A man who shot dead a police constable in West Auckland last year has been found guilty of attempting to murder another officer during the armed rampage.
The jury has also decided to convict the woman who drove him away from the rampage, despite claims from her lawyers that she was actually a good Samaritan only trying to prevent a "bloodbath" of police colleagues about to be ambushed as they rushed to the scene.
Eli Bob Sauni Epiha, 25, was found guilty of the attempted murder of Constable David Goldfinch after 11 and a half hours of deliberation over two days following nearly two weeks of testimony. In a somewhat unusual step, Epiha pleaded guilty to the murder of Goldfinch's partner, Constable Matthew Hunt, several days before his trial began.
Co-defendant Natalie Jane Bracken, 31, was found guilty of being an accessory after the fact to wounding Hunt with intent to cause grievous bodily harm. She started the trial charged with accessory after the fact to murder, but her lawyers successfully argued to the judge that Hunt hadn't been officially declared dead yet when she drove Epiha from the scene.
Natalie Jane Bracken. Photo / Brett Phibbs
"Love you, Eli" a supporter yelled out as he was led out of the courtroom.
Justice Geoffrey Venning is set to sentence Epiha for both crimes — as well as for his guilty plea to dangerous driving resulting in the injury of a bystander that same morning — on October 1. Epiha indicated before his trial began that'll he'll argue at sentencing that Hunt's murder was the result of recklessness rather than murderous intent. But the jury's guilty verdict means it's been proven he had murderous intent when shooting at Goldfinch, who was hit by four bullets but survived.
Constable Hunt was the 33rd New Zealand police officer to be killed in the line of duty when Epiha shot him four times with a military-style semi-automatic rifle in Massey on 19 June 2020.
Constable Matthew Hunt. Photo / Supplied
Epiha, who testified on his own behalf during the trial, claimed he had just received the gun that morning and was en route to his brother's house to scare off gang members when the police officers decided to pull him over.
Driving fast through residential Reynella Drive in an attempt to evade the officers, he ended up swerving to miss hitting a rubbish truck and instead crashed into a parked car, injuring the bystander who was loading his vehicle ahead of a weekend trip to Rotorua.
Witnesses have given slightly varying accounts of the mayhem that followed, but it was uncontested that Epiha is the one who fired 14 shots that day — hitting each officer four times. Constable Goldfinch told jurors he tried to reason with the gunman that day.
Constable David Goldfinch. Photo / TVNZ (pool)
"I put up my hands again and went, 'Just f***ing stop. Just f***ing walk away. I won't arrest you,'" he testified. "I saw him almost contemplating what I said to him. After a few seconds, he just like made a decision: 'I'm going to kill you.'"
Bracken declined to testify during the trial, but in an interview with police on the day of her arrest that was played for jurors, she said she was afraid she would be shot next. When she first ran outside she tried to help the injured bystander, others testified.
Driving Epiha away from the neighbourhood, she told police, was also her way of trying to help.
Both defendants said they did not know each other prior to that day.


- _Aim of the exercise_
Count every line in this listing that has "Deploy". Reply with only the total.

- _Records for processing_
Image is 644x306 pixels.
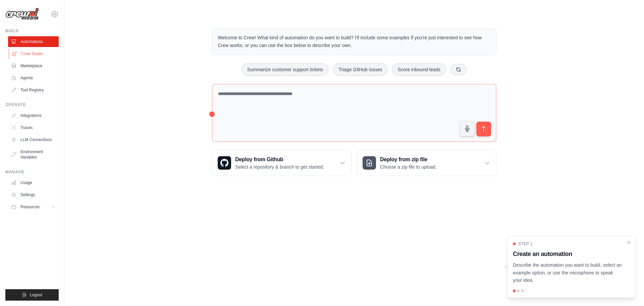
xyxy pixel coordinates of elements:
[8,73,58,84] a: Agents
[218,34,491,49] p: Welcome to Crew! What kind of automation do you want to build? I'll include some examples if you'...
[610,274,644,306] iframe: Chat Widget
[380,164,437,171] p: Choose a zip file to upload.
[235,164,324,171] p: Select a repository & branch to get started.
[30,292,42,298] span: Logout
[392,63,446,76] button: Score inbound leads
[8,189,58,200] a: Settings
[8,85,58,96] a: Tool Registry
[5,169,58,175] div: Manage
[626,240,632,245] button: Close walkthrough
[5,28,58,34] div: Build
[333,63,388,76] button: Triage GitHub issues
[5,8,39,20] img: Logo
[235,156,324,164] h3: Deploy from Github
[8,177,58,188] a: Usage
[5,290,58,301] button: Logout
[8,122,58,133] a: Traces
[8,36,58,47] a: Automations
[241,63,329,76] button: Summarize customer support tickets
[5,102,58,107] div: Operate
[8,147,58,163] a: Environment Variables
[518,241,533,247] span: Step 1
[8,202,58,212] button: Resources
[380,156,437,164] h3: Deploy from zip file
[513,262,622,284] p: Describe the automation you want to build, select an example option, or use the microphone to spe...
[8,134,58,145] a: LLM Connections
[8,60,58,71] a: Marketplace
[9,48,60,59] a: Crew Studio
[20,204,40,210] span: Resources
[8,110,58,121] a: Integrations
[513,249,622,259] h3: Create an automation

- _Task output_
2